I don't understand why anyone would want to batter a child to death Poor boy, RIP.

sarah293 · 27/03/2010 07:37

This reply has been deleted

Message withdrawn

LadyBiscuit · 27/03/2010 08:04

I agree with Riven

MrsSawdust · 27/03/2010 08:58

Riven, I don't think it's the same thing at all. For one thing, although you have asked for help, you haven't abandoned your children (or sent them to a filthy hovel to be looked after by a teenager.) Even if you were to take such an extreme measure, you would, I'm sure, keep up regular contact with your dc. (more than 20mins once a week)

Nor does this compare with a nanny who kills. Nannies are employed to look after a child in the parents' home, therefore the child is living with the parents, has regular contact with them, the parents doing some of the childcare themselves when the nanny isn't working. That isn't neglect.

I appreciate that the mother in this case wasn't in a position to employ a nanny, and was probably desperate for help. But to send her son to that hovel, and not even check on him regularly or take more notice of his disturbed emotional state that last time she did see him - surely that's neglect?

ToccataAndFudge · 27/03/2010 09:18

unexplained bruise on ear, clinging to mum, does't sound all that unusual for a 3yr old child does it?

I think it's very difficult in this story to deduce too much about the mother seen as though the news articles are about the perpetrators of this awful incident.

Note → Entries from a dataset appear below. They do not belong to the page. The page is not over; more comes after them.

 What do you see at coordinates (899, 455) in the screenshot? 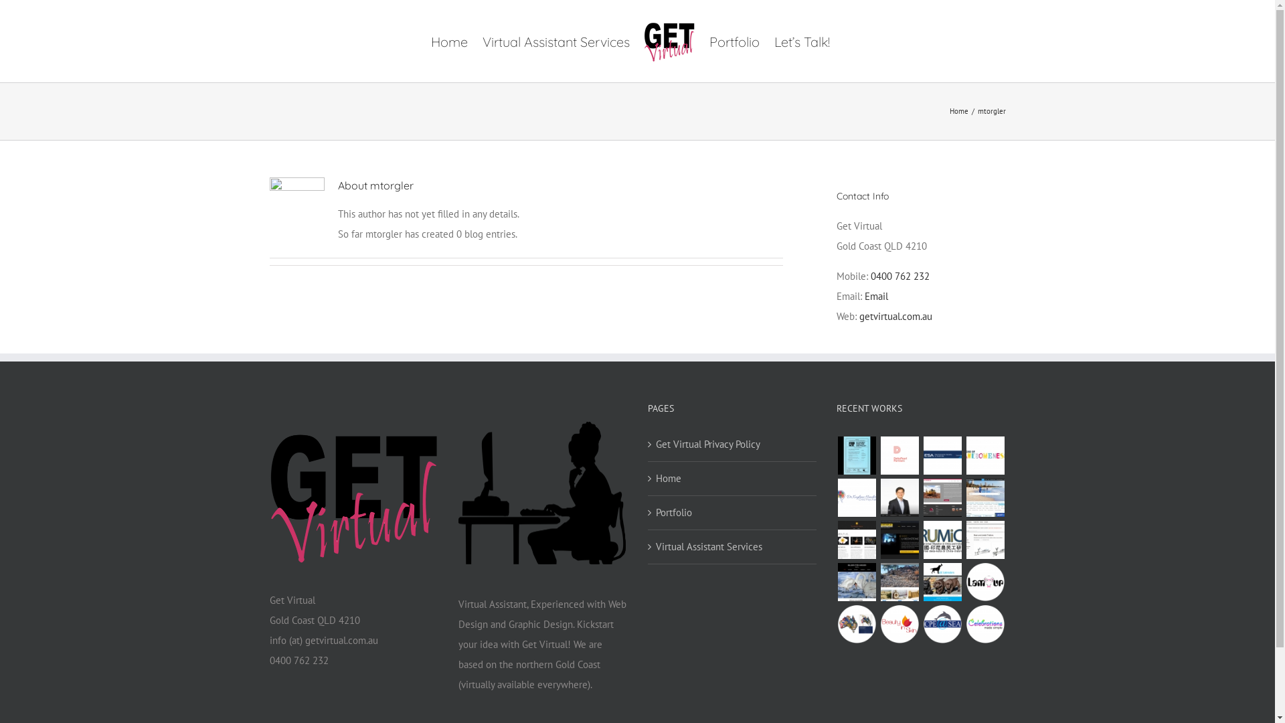
I see `DeltaPearl Partners` at bounding box center [899, 455].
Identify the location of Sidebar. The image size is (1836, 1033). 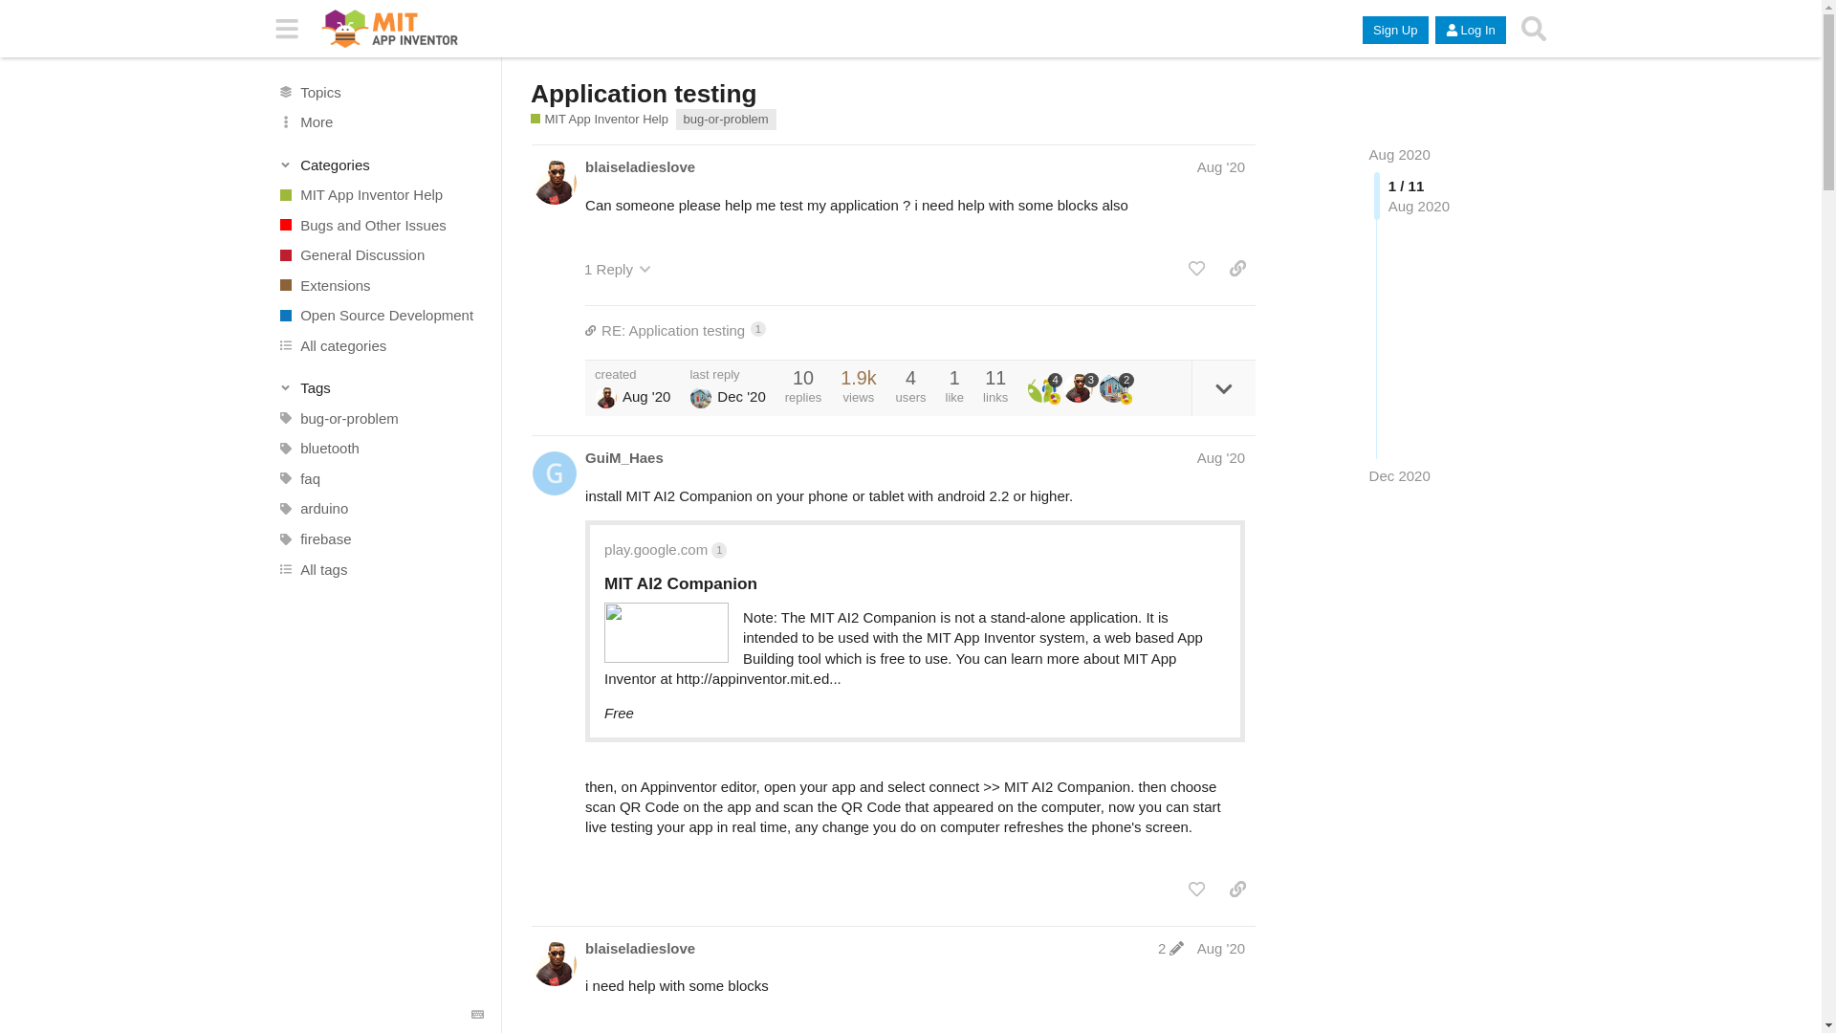
(381, 388).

I would assume (could be wrong) that when he died the mothers conduct was looked into and it was decided that there were no real grounds for prosecution for neglect, she left him with someone she knew (I think the state of the house is somewhat irrelevant although admittedly it's not pleasant), ok she didn't see him for 4 days, but you know what 2yrs ago when I wasn't coping I think in all honestly someone could have taken my children for 4 days and I think I'd just have been mighty relieved and quite possibly not gone to see them either.

ImSoNotTelling · 27/03/2010 09:31

Agree with riven.

The mother wasn't coping so she asked a close relative to look after the child.

People who are assuming that the mother knew that something was wrong and sent the child there anyway are assuming rather a lot IMO.

Children sometimes get clingy when they go to nursery - the parents don't normally assume that this is because they are being abused and might be murdered any second. They assume it is normal toddler behaviour. Why should the mother have thought differently to what thousands of other mummies every week think?